It's not every day you tell your son about the mass murders of 2,973 people.
We knew it would come up someday; on 9/11, my wife was two months pregnant with him, and once the shock had dulled, we asked each other: God, how are we ever going to explain this?
This past Saturday, I found out.
My wife and I had traveled to New York City for a book appearance just a few blocks from the World Trade Center site. We arrived early, so we took a walk down West Broadway, toward the gaping hole in the sky. We rounded the corner of Vesey and Church, right across from St. Paul's Chapel. It took a few minutes, but we realized that this was the corner where the Borders used to be a gateway to the mall beneath the WTC, and the PATH trains and subway. Ten years ago, we lived in New York City. The Borders had been one of our favorite places to hang out. I took a photo of the corner.
We walked to St. Paul's, the fragile-looking Revolutionary War-era Episcopal chapel that had survived not only the collapse of two 500,000-ton skyscrapers a block away, but the Great Fire of 1776, when the redcoats tried to destroy the city. This was one tough New Yorker.
My wife had heard stories that, during the collapse, nothing in the chapel had been touched not a single pane of stained glass had been cracked. Inside the church, it turned out to be the truth. A steel beam had been hurled toward the chapel like a cruise missile, but an old oak tree in the southwest corner had deflected the strike. The stump of the tree is now on display in front of St. Paul's.
But the most amazing thing wasn't so much the force field around the chapel, but the stories of the rescue workers and cleanup crew posted inside. Those workers spent eight months at the site, lifting debris and looking for survivors and then, body parts by day, sleeping on steel cots in the chapel by night.
My wife took a photo of a worker's cot, which was on display, and covered with stuffed animals.
Later that night, back home in Philly, we loaded the images onto our computer. My son, who's almost 5, wandered into my office. "What's that, daddy?"
Before I realized what I was doing, I started telling him about 9/11.
I told him that bad guys had flown planes into these giant skyscrapers, and they had collapsed.
"Did people die?" he asked.
Yes, a lot of people died, I told him.
He looked at the image on the screen: heavy construction gear in the pit that used to be the WTC.
"I want to see what it looked like when it collapsed."
I told him those pictures might upset him, hoping he'd change his mind.
He didn't.
I stalled and did a Google image search for photos of the Twin Towers in their shining glory.
"I want to see them collapsed."
I understood. Without a visual, the collapse is just an abstraction. There's no way to describe such devastation; you really do have to see it.
I did another image search, wondering if I was in the process of warping my son for life.
An aerial view of the collapse popped up.
He saw it.
He understood.
He started to cry.
Then he asked:
"Why didn't Superman save them?"
I think I almost cried myself right then.
A month ago, we'd watched the original Superman, shot in New York City, complete with Twin Towers. To my son, that's where Superman lives. If something bad happened, he was supposed to be there to help.
He should have been able to catch those people in the buildings.
I explained: "Superman is a made-up character. Believe me, I wish he were real. But he's not. He's just a story, just like some of the other stories you watch."
My son cried some more. I hugged him.
Then I realized how I could explain it.
"You know, this country is full of people who were there to help," I said, double-clicking on the image of that solitary worker's cot, perched on the floor of St. Paul's Chapel, that my wife had snapped.
There are bad men in the world, I told him. But the world is actually full of Supermen.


## [What to produce]
Please write out the data below once more, exactly as it stands.

Text-to-region grounding data
▼▼▼
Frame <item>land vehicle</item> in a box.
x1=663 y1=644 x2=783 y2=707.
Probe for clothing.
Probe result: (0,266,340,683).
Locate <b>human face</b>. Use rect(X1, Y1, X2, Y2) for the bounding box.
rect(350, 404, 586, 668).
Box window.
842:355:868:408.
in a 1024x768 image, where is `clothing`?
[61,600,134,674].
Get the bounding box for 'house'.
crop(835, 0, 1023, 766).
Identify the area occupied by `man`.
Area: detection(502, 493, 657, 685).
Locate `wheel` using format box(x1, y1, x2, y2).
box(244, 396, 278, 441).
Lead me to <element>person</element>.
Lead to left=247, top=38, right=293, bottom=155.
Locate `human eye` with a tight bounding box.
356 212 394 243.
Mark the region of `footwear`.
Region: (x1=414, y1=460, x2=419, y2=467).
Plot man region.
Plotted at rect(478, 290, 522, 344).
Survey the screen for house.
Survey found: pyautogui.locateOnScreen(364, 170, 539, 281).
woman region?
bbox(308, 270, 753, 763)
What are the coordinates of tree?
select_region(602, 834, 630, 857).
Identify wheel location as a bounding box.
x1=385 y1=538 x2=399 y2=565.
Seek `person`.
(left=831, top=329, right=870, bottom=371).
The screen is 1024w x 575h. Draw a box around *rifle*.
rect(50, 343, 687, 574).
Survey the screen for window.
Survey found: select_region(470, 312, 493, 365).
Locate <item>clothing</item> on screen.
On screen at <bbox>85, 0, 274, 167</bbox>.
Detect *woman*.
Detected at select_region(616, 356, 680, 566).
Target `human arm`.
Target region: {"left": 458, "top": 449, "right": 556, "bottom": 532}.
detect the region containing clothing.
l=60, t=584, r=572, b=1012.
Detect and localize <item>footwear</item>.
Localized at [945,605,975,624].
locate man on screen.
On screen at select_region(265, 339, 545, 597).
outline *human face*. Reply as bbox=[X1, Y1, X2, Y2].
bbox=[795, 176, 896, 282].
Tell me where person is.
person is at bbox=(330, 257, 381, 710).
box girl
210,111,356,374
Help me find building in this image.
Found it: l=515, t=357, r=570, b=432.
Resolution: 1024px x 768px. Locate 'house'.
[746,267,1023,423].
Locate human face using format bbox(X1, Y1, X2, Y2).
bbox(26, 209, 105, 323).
▲▲▲
## [Your solution]
Frame <item>land vehicle</item> in a box.
x1=663 y1=644 x2=783 y2=707.
Probe for clothing.
Probe result: (0,266,340,683).
Locate <b>human face</b>. Use rect(X1, Y1, X2, Y2) for the bounding box.
rect(350, 404, 586, 668).
Box window.
842:355:868:408.
in a 1024x768 image, where is `clothing`?
[61,600,134,674].
Get the bounding box for 'house'.
crop(835, 0, 1023, 766).
Identify the area occupied by `man`.
Area: detection(502, 493, 657, 685).
Locate `wheel` using format box(x1, y1, x2, y2).
box(244, 396, 278, 441).
Lead me to <element>person</element>.
Lead to left=247, top=38, right=293, bottom=155.
Locate `human eye` with a tight bounding box.
356 212 394 243.
Mark the region of `footwear`.
Region: (x1=414, y1=460, x2=419, y2=467).
Plot man region.
Plotted at rect(478, 290, 522, 344).
Survey the screen for house.
Survey found: pyautogui.locateOnScreen(364, 170, 539, 281).
woman region?
bbox(308, 270, 753, 763)
What are the coordinates of tree?
select_region(602, 834, 630, 857).
Identify wheel location as a bounding box.
x1=385 y1=538 x2=399 y2=565.
Seek `person`.
(left=831, top=329, right=870, bottom=371).
The screen is 1024w x 575h. Draw a box around *rifle*.
rect(50, 343, 687, 574).
Survey the screen for window.
Survey found: select_region(470, 312, 493, 365).
Locate <item>clothing</item> on screen.
On screen at <bbox>85, 0, 274, 167</bbox>.
Detect *woman*.
Detected at select_region(616, 356, 680, 566).
Target `human arm`.
Target region: {"left": 458, "top": 449, "right": 556, "bottom": 532}.
detect the region containing clothing.
l=60, t=584, r=572, b=1012.
Detect and localize <item>footwear</item>.
Localized at [945,605,975,624].
locate man on screen.
On screen at select_region(265, 339, 545, 597).
outline *human face*. Reply as bbox=[X1, Y1, X2, Y2].
bbox=[795, 176, 896, 282].
Tell me where person is.
person is at bbox=(330, 257, 381, 710).
box girl
210,111,356,374
Help me find building in this image.
Found it: l=515, t=357, r=570, b=432.
Resolution: 1024px x 768px. Locate 'house'.
[746,267,1023,423].
Locate human face using format bbox(X1, Y1, X2, Y2).
bbox(26, 209, 105, 323).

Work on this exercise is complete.